Success in business is relatively simple: Make good decisions more often than you make bad ones, and you win. Make bad decisions too often, and you lose.
Simple? Yes. Easy? No. Particularly because, as your business grows and becomes more complex, more and more people get involved in the decision-making process.
At first, it's just you and your gut instinct--and more often than not, you and your gut get it right (that's what gets your business out of Early Struggle in the first place). Getting it right means your business succeeds and grows. Growing means adding people and complexity. And before you know it, the most important decisions are being made not by you, alone, but by teams-- some of which include you, and some of which don't.
And teams, as everyone rapidly finds out, generally suck at making high-quality decisions consistently.
Hidden agendas, passive-aggressive point-scoring, manipulative bullying, sullen disengagement: The ways in which teams can screw up the simple process of making a good decision are legion-- and so are the suggested remedies. Endless books, workshops and assessment tools have been produced (my own included) each claiming to solve the issue of dysfunctional teams.
My take? Around 70 / 80 percent of the crud that occurs when otherwise good people get together in a joint decision-making process can be eradicated by the conscious use of a simple, 20-word statement.
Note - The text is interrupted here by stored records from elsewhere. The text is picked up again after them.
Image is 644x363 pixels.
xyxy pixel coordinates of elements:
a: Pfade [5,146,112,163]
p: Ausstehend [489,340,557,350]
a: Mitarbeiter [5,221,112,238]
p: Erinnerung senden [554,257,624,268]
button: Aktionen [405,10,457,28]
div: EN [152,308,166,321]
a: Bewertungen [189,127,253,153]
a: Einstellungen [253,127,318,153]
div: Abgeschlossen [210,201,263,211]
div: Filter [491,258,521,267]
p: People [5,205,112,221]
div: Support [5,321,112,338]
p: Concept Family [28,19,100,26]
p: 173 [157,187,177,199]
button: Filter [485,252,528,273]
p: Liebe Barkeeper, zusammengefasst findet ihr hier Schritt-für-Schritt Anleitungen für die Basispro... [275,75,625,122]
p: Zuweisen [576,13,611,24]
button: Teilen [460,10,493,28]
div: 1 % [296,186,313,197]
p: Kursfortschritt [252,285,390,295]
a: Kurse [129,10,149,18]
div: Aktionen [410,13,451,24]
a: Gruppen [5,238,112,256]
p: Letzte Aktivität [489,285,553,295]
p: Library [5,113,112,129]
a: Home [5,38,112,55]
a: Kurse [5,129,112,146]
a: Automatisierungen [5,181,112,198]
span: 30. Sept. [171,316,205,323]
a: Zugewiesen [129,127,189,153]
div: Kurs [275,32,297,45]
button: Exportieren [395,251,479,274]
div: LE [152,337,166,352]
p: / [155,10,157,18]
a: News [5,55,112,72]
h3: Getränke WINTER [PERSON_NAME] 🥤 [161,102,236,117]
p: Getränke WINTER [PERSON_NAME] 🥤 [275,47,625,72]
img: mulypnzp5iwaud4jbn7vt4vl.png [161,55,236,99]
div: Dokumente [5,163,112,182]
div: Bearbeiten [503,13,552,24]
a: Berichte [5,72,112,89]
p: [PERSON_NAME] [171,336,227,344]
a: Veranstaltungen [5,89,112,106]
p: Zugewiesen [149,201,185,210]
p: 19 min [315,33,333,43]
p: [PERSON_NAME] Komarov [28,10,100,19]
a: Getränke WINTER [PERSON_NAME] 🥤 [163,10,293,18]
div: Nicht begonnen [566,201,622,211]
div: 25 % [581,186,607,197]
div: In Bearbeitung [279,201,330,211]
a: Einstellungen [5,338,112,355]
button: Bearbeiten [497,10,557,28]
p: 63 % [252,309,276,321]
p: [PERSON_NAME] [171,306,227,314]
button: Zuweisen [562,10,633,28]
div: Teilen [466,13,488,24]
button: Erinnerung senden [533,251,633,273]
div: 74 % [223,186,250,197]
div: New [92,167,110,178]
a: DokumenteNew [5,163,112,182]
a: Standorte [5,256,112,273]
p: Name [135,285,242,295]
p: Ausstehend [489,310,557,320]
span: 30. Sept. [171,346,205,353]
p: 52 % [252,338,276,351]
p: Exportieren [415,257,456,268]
I call it The Enterprise Commitment, and here it is:
"When working in a team or group environment, I will place the interests of the enterprise above my personal interests."
This simple statement of intent--so simple that it may seem at first to have been coined by Pollyanna herself--is in fact a highly powerful rubric that will keep your team focussed on high-quality decision-making.
A Statement That Makes a Statement
Think of a high-performing team like a group of highly-skilled surgeons gathered around a patient on the operating table: little unnecessary distraction, full focus, high-quality data, precise analysis, mutual support and clinical execution.
Why is this picture so different from the scene in most boardrooms? In my experience, it's not because the individuals concerned are less capable or less committed. It's simply that the "patient" isn't clearly defined. For the surgeon in an operating room, there's no question about who she's there to serve.
For an executive in the boardroom, the "patient" (the business) is amorphous, indistinct, and sometimes forgotten about altogether. The Enterprise Commitment simply, but powerfully, keeps everyone's focus on what's truly important-- the needs of the enterprise as a whole.
(By the way, I use the term "enterprise" because the same dynamic applies not just to entire organizations, but any enterprise undertaken by two or more people, including a business, division, department, project, group or team.)
Try using The Enterprise Commitment in upcoming team meetings. You can print it out onflashcards for your other team members here, and see if reminding everyone of who the patient truly is, transforms your decision-making. I'm betting it does.